There are several Amiga BBSes running today.
Two most popular Amiga BBS software are Ami-Express and C-NET BBS Software. Our
ArakNet Amiga Boards are mainly C-NET BBS systems. If you are running an Ami-Express
BBS system, we would love to have you join us.
// C-NET BBS
C-Net is a large Amiga software package with over 70 different software applications
all of which had to be reviewed, tested and compared to the previous release to
ensure a stable first release. After a year of working on
C-Net
, On the 1 year anniversary of acquiring it, was released once again. It was over 7+ years from
the last release of C-Net, but it still by far competes with best BBS packages out
there and the release of C-Net 5.10b on December 31, 2006 has passed the test of
time and reliability.
C-NET BBS Software by Dan Fitzgerald (K-Guide) http://www.cnetbbs.net/
Future World II BBS - telnet:fw2.cnetbbs.net port:6800
Ami-Express - also known as /X - by Synthetic Technologies was a popular BBS software application for the Commodore Amiga line of computers. AmiExpress was extremely
popular among the warez scene for trading (exchanging) software.
AmiExpress was created and updated between 1992 and
1995. The software was originally written by Michael Thomas of Synthetic Technologies
and later sold to Joseph Hodge of Lightspeed Technologies. Mike Thomas worked on
Ami-Express for about two years, modelling the software after the commercial PC BBS
software PCBoard. He first ran a BBS on PCBoard on a PC himself, but he was not
happy with the PC platform in general and decided to make a comparable product on
the Amiga.
A Usenet post (by /X author Joseph Hodge) later stated that both programming on /X and the developer company (LightSpeed Technologies Inc.) were to be dissolved, with
plans for a new bulletin board system - Millennium BBS. This never surfaced.
In 2018 Ami-Express was revived
by Darren Coles. He obtained permission from Joseph Hodge to continue development of the product and
to continue using the name Ami-Express. Version 5.0.0 was released publicly at the
end of 2018. This version was re-written in Amiga-E by taking the publicly released
source code for v3 and reverse engineering the new functionality present in v4.20.
It is highly backwards compatible with the v4.x versions and adds many new features
and the source code is available on github.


§ What is required:
Copy every line below that has the word "content" in it.

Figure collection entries
•••••

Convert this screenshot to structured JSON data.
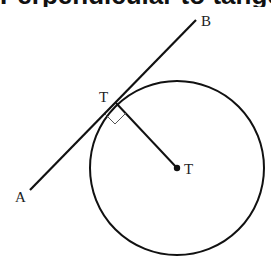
{
  "title": "Perpendicular to tangent",
  "diagram": {
    "labels": {
      "point_a": "A",
      "point_b": "B",
      "tangent_point": "T",
      "center": "T"
    },
    "colors": {
      "stroke": "#111111",
      "background": "#ffffff"
    },
    "geometry": {
      "circle_center": [
        177,
        168
      ],
      "circle_radius": 87,
      "tangent_point": [
        116,
        103
      ],
      "line_start_a": [
        30,
        190
      ],
      "line_end_b": [
        196,
        20
      ]
    }
  }
}
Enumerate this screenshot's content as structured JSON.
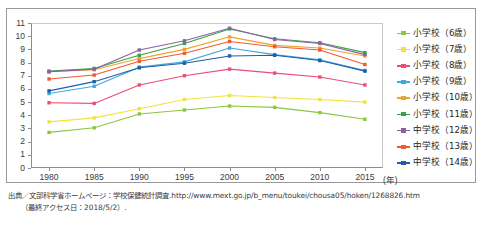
{
  "figure": {
    "y_axis_ticks": [
      "0",
      "1",
      "2",
      "3",
      "4",
      "5",
      "6",
      "7",
      "8",
      "9",
      "10",
      "11"
    ],
    "x_axis_ticks": [
      "1980",
      "1985",
      "1990",
      "1995",
      "2000",
      "2005",
      "2010",
      "2015"
    ],
    "x_axis_unit": "(年)"
  },
  "legend": {
    "items": [
      {
        "label": "小学校（6歳）",
        "color": "#8cc63f"
      },
      {
        "label": "小学校（7歳）",
        "color": "#f2e33c"
      },
      {
        "label": "小学校（8歳）",
        "color": "#ec4d72"
      },
      {
        "label": "小学校（9歳）",
        "color": "#3fa9dd"
      },
      {
        "label": "小学校（10歳）",
        "color": "#f0a32a"
      },
      {
        "label": "小学校（11歳）",
        "color": "#3aa14a"
      },
      {
        "label": "中学校（12歳）",
        "color": "#8e5fa4"
      },
      {
        "label": "中学校（13歳）",
        "color": "#ef5a35"
      },
      {
        "label": "中学校（14歳）",
        "color": "#1f5fa8"
      }
    ]
  },
  "source": {
    "line1_prefix": "出典／文部科学省ホームページ：学校保健統計調査.",
    "line1_url": "http://www.mext.go.jp/b_menu/toukei/chousa05/hoken/1268826.htm",
    "line2": "（最終アクセス日：2018/5/2）."
  },
  "chart_data": {
    "type": "line",
    "title": "",
    "xlabel": "(年)",
    "ylabel": "",
    "grid": false,
    "legend_position": "right",
    "markers": true,
    "x": [
      1980,
      1985,
      1990,
      1995,
      2000,
      2005,
      2010,
      2015
    ],
    "categories": [
      "1980",
      "1985",
      "1990",
      "1995",
      "2000",
      "2005",
      "2010",
      "2015"
    ],
    "xlim": [
      1978,
      2017
    ],
    "ylim": [
      0,
      11
    ],
    "yticks": [
      0,
      1,
      2,
      3,
      4,
      5,
      6,
      7,
      8,
      9,
      10,
      11
    ],
    "series": [
      {
        "name": "小学校（6歳）",
        "color": "#8cc63f",
        "values": [
          2.7,
          3.05,
          4.1,
          4.4,
          4.7,
          4.6,
          4.2,
          3.7
        ]
      },
      {
        "name": "小学校（7歳）",
        "color": "#f2e33c",
        "values": [
          3.5,
          3.8,
          4.5,
          5.2,
          5.5,
          5.35,
          5.2,
          5.0
        ]
      },
      {
        "name": "小学校（8歳）",
        "color": "#ec4d72",
        "values": [
          4.95,
          4.9,
          6.3,
          7.0,
          7.5,
          7.2,
          6.9,
          6.3
        ]
      },
      {
        "name": "小学校（9歳）",
        "color": "#3fa9dd",
        "values": [
          5.65,
          6.2,
          7.65,
          8.05,
          9.1,
          8.6,
          8.2,
          7.4
        ]
      },
      {
        "name": "小学校（10歳）",
        "color": "#f0a32a",
        "values": [
          7.3,
          7.45,
          8.3,
          9.0,
          9.95,
          9.3,
          9.1,
          8.5
        ]
      },
      {
        "name": "小学校（11歳）",
        "color": "#3aa14a",
        "values": [
          7.35,
          7.55,
          8.55,
          9.45,
          10.55,
          9.8,
          9.5,
          8.75
        ]
      },
      {
        "name": "中学校（12歳）",
        "color": "#8e5fa4",
        "values": [
          7.3,
          7.5,
          8.95,
          9.65,
          10.6,
          9.75,
          9.45,
          8.6
        ]
      },
      {
        "name": "中学校（13歳）",
        "color": "#ef5a35",
        "values": [
          6.75,
          7.05,
          8.1,
          8.7,
          9.6,
          9.2,
          8.95,
          7.85
        ]
      },
      {
        "name": "中学校（14歳）",
        "color": "#1f5fa8",
        "values": [
          5.85,
          6.55,
          7.6,
          7.95,
          8.5,
          8.55,
          8.15,
          7.35
        ]
      }
    ]
  }
}
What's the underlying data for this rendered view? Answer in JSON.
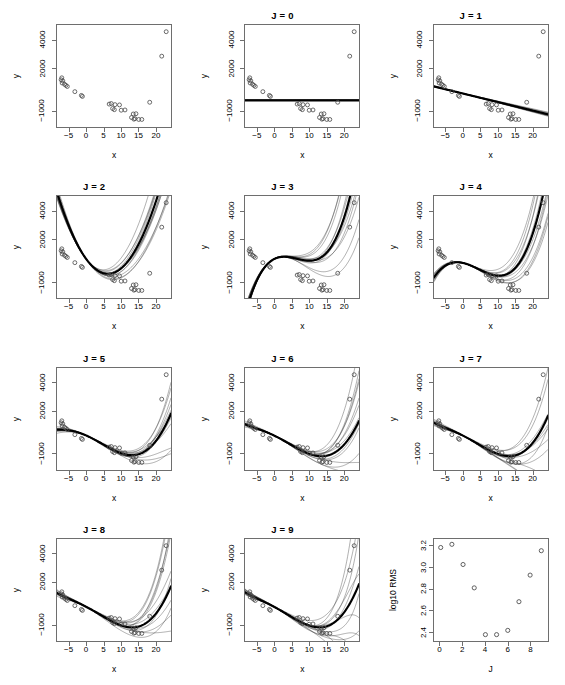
{
  "figure": {
    "layout": "4 rows x 3 columns of panels",
    "n_panels": 12
  },
  "axis": {
    "xlabel": "x",
    "ylabel": "y",
    "xticks": [
      -5,
      0,
      5,
      10,
      15,
      20
    ],
    "yticks": [
      -1000,
      2000,
      4000
    ],
    "xlim": [
      -8.6,
      24.6
    ],
    "ylim": [
      -2200,
      5100
    ]
  },
  "rms_axis": {
    "xlabel": "J",
    "ylabel": "log10 RMS",
    "xticks": [
      0,
      2,
      4,
      6,
      8
    ],
    "yticks": [
      2.4,
      2.6,
      2.8,
      3.0,
      3.2
    ],
    "xlim": [
      -0.6,
      9.6
    ],
    "ylim": [
      2.31,
      3.27
    ]
  },
  "panels": [
    {
      "id": "data",
      "title": "",
      "has_title": false,
      "type": "scatter"
    },
    {
      "id": "J0",
      "title": "J = 0",
      "has_title": true,
      "type": "fit",
      "order": 0
    },
    {
      "id": "J1",
      "title": "J = 1",
      "has_title": true,
      "type": "fit",
      "order": 1
    },
    {
      "id": "J2",
      "title": "J = 2",
      "has_title": true,
      "type": "fit",
      "order": 2
    },
    {
      "id": "J3",
      "title": "J = 3",
      "has_title": true,
      "type": "fit",
      "order": 3
    },
    {
      "id": "J4",
      "title": "J = 4",
      "has_title": true,
      "type": "fit",
      "order": 4
    },
    {
      "id": "J5",
      "title": "J = 5",
      "has_title": true,
      "type": "fit",
      "order": 5
    },
    {
      "id": "J6",
      "title": "J = 6",
      "has_title": true,
      "type": "fit",
      "order": 6
    },
    {
      "id": "J7",
      "title": "J = 7",
      "has_title": true,
      "type": "fit",
      "order": 7
    },
    {
      "id": "J8",
      "title": "J = 8",
      "has_title": true,
      "type": "fit",
      "order": 8
    },
    {
      "id": "J9",
      "title": "J = 9",
      "has_title": true,
      "type": "fit",
      "order": 9
    },
    {
      "id": "rms",
      "title": "",
      "has_title": false,
      "type": "rms"
    }
  ],
  "chart_data": {
    "type": "scatter",
    "title": "",
    "xlabel": "x",
    "ylabel": "y",
    "xlim": [
      -8.6,
      24.6
    ],
    "ylim": [
      -2200,
      5100
    ],
    "grid": false,
    "points": [
      {
        "x": -7.4,
        "y": 1180
      },
      {
        "x": -7.2,
        "y": 1320
      },
      {
        "x": -7.1,
        "y": 950
      },
      {
        "x": -6.9,
        "y": 1100
      },
      {
        "x": -6.4,
        "y": 860
      },
      {
        "x": -6.0,
        "y": 780
      },
      {
        "x": -5.6,
        "y": 700
      },
      {
        "x": -3.4,
        "y": 330
      },
      {
        "x": -1.5,
        "y": 60
      },
      {
        "x": -1.2,
        "y": -10
      },
      {
        "x": 6.6,
        "y": -560
      },
      {
        "x": 7.2,
        "y": -520
      },
      {
        "x": 7.6,
        "y": -880
      },
      {
        "x": 8.1,
        "y": -960
      },
      {
        "x": 8.3,
        "y": -600
      },
      {
        "x": 9.6,
        "y": -620
      },
      {
        "x": 10.1,
        "y": -1000
      },
      {
        "x": 11.2,
        "y": -980
      },
      {
        "x": 13.1,
        "y": -1520
      },
      {
        "x": 13.6,
        "y": -1270
      },
      {
        "x": 13.8,
        "y": -1640
      },
      {
        "x": 14.1,
        "y": -1600
      },
      {
        "x": 14.4,
        "y": -1250
      },
      {
        "x": 15.2,
        "y": -1660
      },
      {
        "x": 16.1,
        "y": -1660
      },
      {
        "x": 18.4,
        "y": -430
      },
      {
        "x": 21.9,
        "y": 2870
      },
      {
        "x": 23.2,
        "y": 4620
      }
    ],
    "series": [
      {
        "name": "J = 0",
        "order": 0,
        "coeffs": [
          -290
        ]
      },
      {
        "name": "J = 1",
        "order": 1,
        "coeffs": [
          185,
          -60
        ]
      },
      {
        "name": "J = 2",
        "order": 2,
        "coeffs": [
          560,
          -330,
          26.5
        ]
      },
      {
        "name": "J = 3",
        "order": 3,
        "coeffs": [
          600,
          120,
          -27.5,
          1.42
        ]
      },
      {
        "name": "J = 4",
        "order": 4,
        "coeffs": [
          300,
          -60,
          -13.0,
          0.95,
          0.005
        ]
      },
      {
        "name": "J = 5",
        "order": 5,
        "coeffs": [
          260,
          -110,
          -6.0,
          0.3,
          0.018,
          -0.00035
        ]
      },
      {
        "name": "J = 6",
        "order": 6,
        "coeffs": [
          250,
          -120,
          -4.0,
          0.12,
          0.025,
          -0.0006,
          4e-06
        ]
      },
      {
        "name": "J = 7",
        "order": 7,
        "coeffs": [
          240,
          -125,
          -3.5,
          0.1,
          0.027,
          -0.00065,
          5e-06,
          0
        ]
      },
      {
        "name": "J = 8",
        "order": 8,
        "coeffs": [
          235,
          -130,
          -3.2,
          0.09,
          0.028,
          -0.0007,
          6e-06,
          0,
          0
        ]
      },
      {
        "name": "J = 9",
        "order": 9,
        "coeffs": [
          230,
          -132,
          -3.0,
          0.08,
          0.029,
          -0.00072,
          6.2e-06,
          0,
          0,
          0
        ]
      }
    ]
  },
  "rms_chart": {
    "type": "scatter",
    "title": "",
    "xlabel": "J",
    "ylabel": "log10 RMS",
    "xlim": [
      -0.6,
      9.6
    ],
    "ylim": [
      2.31,
      3.27
    ],
    "grid": false,
    "x": [
      0,
      1,
      2,
      3,
      4,
      5,
      6,
      7,
      8,
      9
    ],
    "values": [
      3.19,
      3.22,
      3.03,
      2.81,
      2.37,
      2.37,
      2.41,
      2.68,
      2.93,
      3.16
    ]
  }
}
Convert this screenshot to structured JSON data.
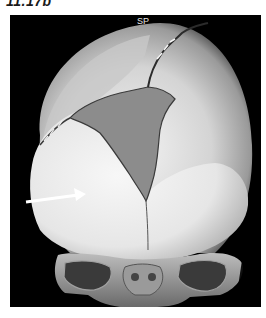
{
  "figure": {
    "label": "11.17b",
    "image_label": "SP",
    "annotation": "arrow",
    "colors": {
      "background": "#000000",
      "bone": "#d9d9d9",
      "fontanelle": "#8c8c8c",
      "arrow": "#ffffff"
    }
  }
}
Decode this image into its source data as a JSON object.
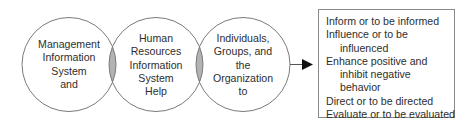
{
  "diagram": {
    "circles": [
      {
        "lines": [
          "Management",
          "Information",
          "System",
          "and"
        ]
      },
      {
        "lines": [
          "Human",
          "Resources",
          "Information",
          "System",
          "Help"
        ]
      },
      {
        "lines": [
          "Individuals,",
          "Groups, and",
          "the",
          "Organization",
          "to"
        ]
      }
    ],
    "outcomes_box": {
      "lines": [
        {
          "text": "Inform or to be informed",
          "indent": false
        },
        {
          "text": "Influence or to be",
          "indent": false
        },
        {
          "text": "influenced",
          "indent": true
        },
        {
          "text": "Enhance positive and",
          "indent": false
        },
        {
          "text": "inhibit negative",
          "indent": true
        },
        {
          "text": "behavior",
          "indent": true
        },
        {
          "text": "Direct or to be directed",
          "indent": false
        },
        {
          "text": "Evaluate or to be evaluated",
          "indent": false
        }
      ]
    },
    "colors": {
      "stroke": "#7a7a7a",
      "overlap_fill": "#b3b3b3",
      "arrow": "#111111",
      "box_border": "#8a8a8a"
    }
  }
}
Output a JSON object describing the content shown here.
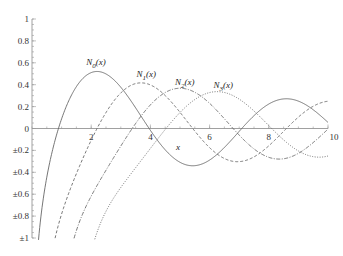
{
  "chart_data": {
    "type": "line",
    "title": "",
    "xlabel": "x",
    "ylabel": "",
    "xlim": [
      0,
      10
    ],
    "ylim": [
      -1,
      1
    ],
    "grid": false,
    "x_ticks": [
      {
        "value": 2,
        "label": "2"
      },
      {
        "value": 4,
        "label": "4"
      },
      {
        "value": 6,
        "label": "6"
      },
      {
        "value": 8,
        "label": "8"
      },
      {
        "value": 10,
        "label": "10"
      }
    ],
    "y_ticks": [
      {
        "value": 1,
        "label": "1"
      },
      {
        "value": 0.8,
        "label": "0.8"
      },
      {
        "value": 0.6,
        "label": "0.6"
      },
      {
        "value": 0.4,
        "label": "0.4"
      },
      {
        "value": 0.2,
        "label": "0.2"
      },
      {
        "value": 0,
        "label": "0"
      },
      {
        "value": -0.2,
        "label": "±0.2"
      },
      {
        "value": -0.4,
        "label": "±0.4"
      },
      {
        "value": -0.6,
        "label": "±0.6"
      },
      {
        "value": -0.8,
        "label": "±0.8"
      },
      {
        "value": -1,
        "label": "±1"
      }
    ],
    "series": [
      {
        "name": "N0(x)",
        "label_main": "N",
        "label_sub": "0",
        "label_arg": "(x)",
        "order": 0,
        "style": "solid",
        "label_at_x": 2.1,
        "label_at_y": 0.56,
        "values_sample": [
          [
            1,
            0.088
          ],
          [
            2,
            0.51
          ],
          [
            2.2,
            0.521
          ],
          [
            3,
            0.377
          ],
          [
            4,
            -0.017
          ],
          [
            5,
            -0.309
          ],
          [
            6,
            -0.288
          ],
          [
            7,
            -0.026
          ],
          [
            8,
            0.224
          ],
          [
            9,
            0.25
          ],
          [
            10,
            0.056
          ]
        ]
      },
      {
        "name": "N1(x)",
        "label_main": "N",
        "label_sub": "1",
        "label_arg": "(x)",
        "order": 1,
        "style": "dashed",
        "label_at_x": 3.8,
        "label_at_y": 0.45,
        "values_sample": [
          [
            1,
            -0.781
          ],
          [
            2,
            -0.107
          ],
          [
            3,
            0.325
          ],
          [
            3.7,
            0.417
          ],
          [
            4,
            0.398
          ],
          [
            5,
            0.148
          ],
          [
            6,
            -0.175
          ],
          [
            7,
            -0.303
          ],
          [
            8,
            -0.158
          ],
          [
            9,
            0.104
          ],
          [
            10,
            0.249
          ]
        ]
      },
      {
        "name": "N2(x)",
        "label_main": "N",
        "label_sub": "2",
        "label_arg": "(x)",
        "order": 2,
        "style": "dashdot",
        "label_at_x": 5.1,
        "label_at_y": 0.38,
        "values_sample": [
          [
            2,
            -0.617
          ],
          [
            3,
            -0.16
          ],
          [
            4,
            0.216
          ],
          [
            5,
            0.368
          ],
          [
            5.0,
            0.368
          ],
          [
            6,
            0.23
          ],
          [
            7,
            -0.06
          ],
          [
            8,
            -0.263
          ],
          [
            9,
            -0.226
          ],
          [
            10,
            0.006
          ]
        ]
      },
      {
        "name": "N3(x)",
        "label_main": "N",
        "label_sub": "3",
        "label_arg": "(x)",
        "order": 3,
        "style": "dotted",
        "label_at_x": 6.4,
        "label_at_y": 0.35,
        "values_sample": [
          [
            3,
            -0.538
          ],
          [
            4,
            -0.182
          ],
          [
            5,
            0.146
          ],
          [
            6,
            0.328
          ],
          [
            6.4,
            0.33
          ],
          [
            7,
            0.268
          ],
          [
            8,
            0.025
          ],
          [
            9,
            -0.21
          ],
          [
            10,
            -0.252
          ]
        ]
      }
    ]
  }
}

•••••

§ Solution for this problem:
Enumerate this screenshot's content as structured JSON.
Output a JSON object describing the content shown here.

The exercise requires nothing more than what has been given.